Below are the records; return exactly the lines from the one with "Locate an element" through the final line, both included, minus any pictures.

● DATA SUPPLIED
::::::::
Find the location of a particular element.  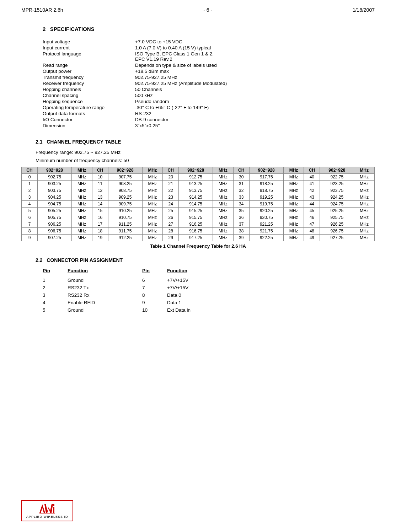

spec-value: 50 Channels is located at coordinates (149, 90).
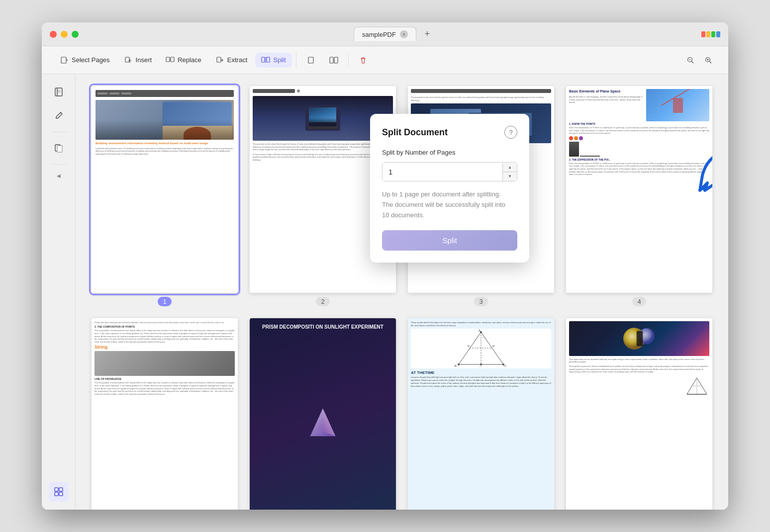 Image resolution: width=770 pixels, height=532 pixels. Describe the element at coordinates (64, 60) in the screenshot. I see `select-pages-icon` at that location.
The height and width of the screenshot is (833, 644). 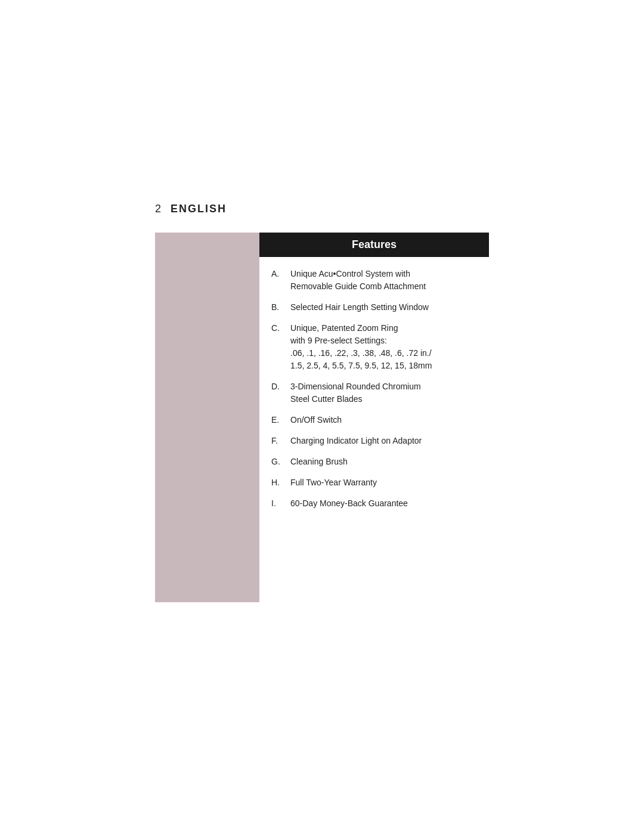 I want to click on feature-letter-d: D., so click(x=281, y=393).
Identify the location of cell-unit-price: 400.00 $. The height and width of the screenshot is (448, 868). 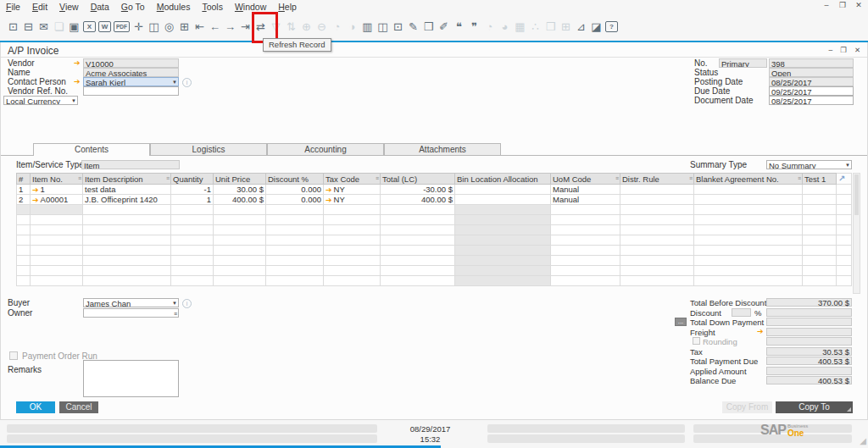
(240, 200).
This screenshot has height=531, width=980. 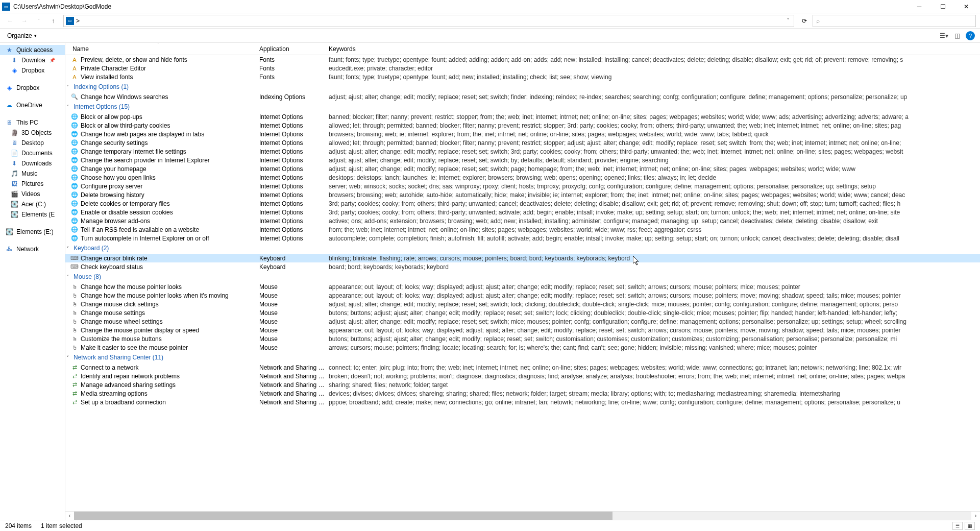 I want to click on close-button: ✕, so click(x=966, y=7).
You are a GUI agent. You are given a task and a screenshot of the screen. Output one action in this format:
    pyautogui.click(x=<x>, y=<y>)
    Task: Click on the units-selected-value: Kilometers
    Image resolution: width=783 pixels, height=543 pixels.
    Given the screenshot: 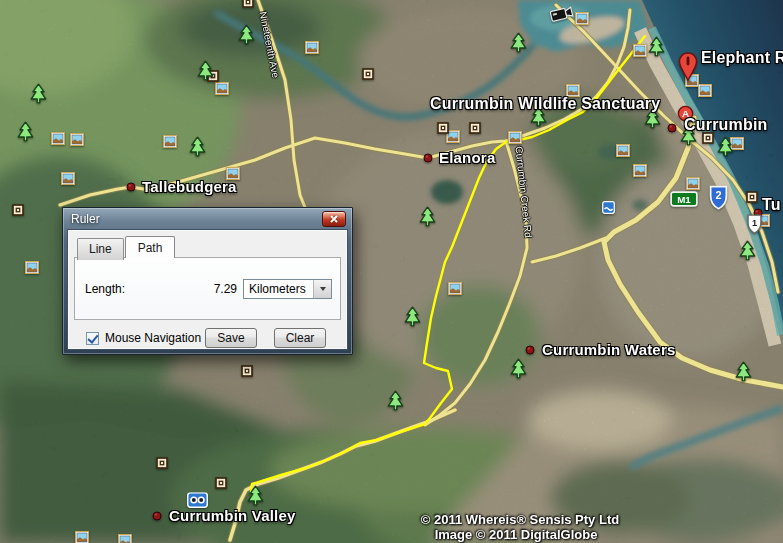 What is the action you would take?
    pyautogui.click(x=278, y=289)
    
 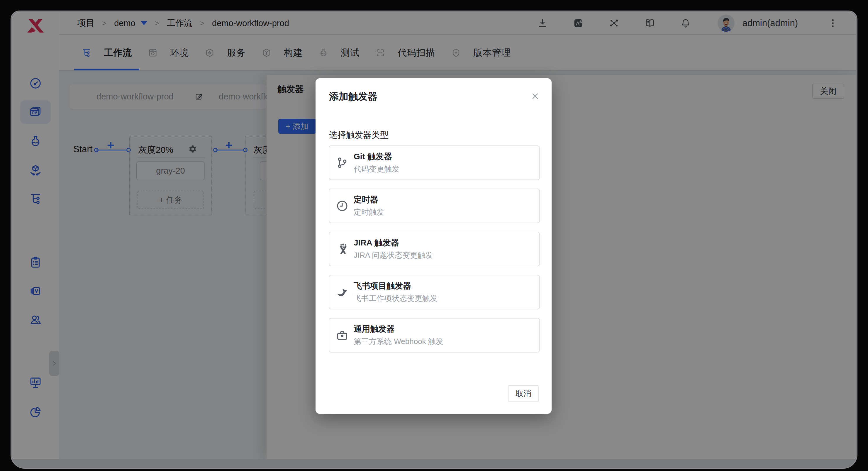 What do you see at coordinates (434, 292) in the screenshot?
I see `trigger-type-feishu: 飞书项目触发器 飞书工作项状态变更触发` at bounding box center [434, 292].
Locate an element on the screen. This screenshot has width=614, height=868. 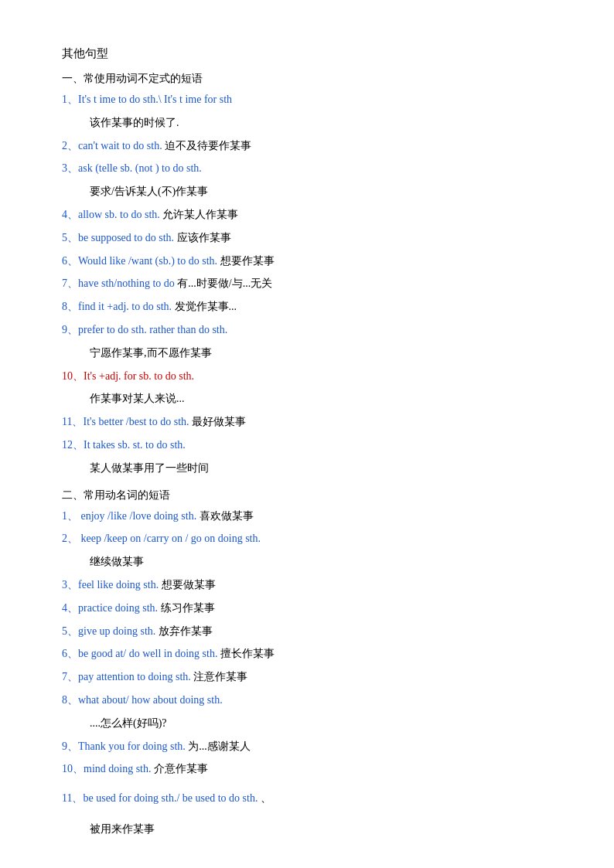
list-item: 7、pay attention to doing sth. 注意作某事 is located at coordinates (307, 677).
::::::::
● ANSWER TO THE PROBLEM
Locate an element on the screen. This screenshot has width=614, height=868. 
list-item: 7、pay attention to doing sth. 注意作某事 is located at coordinates (307, 677).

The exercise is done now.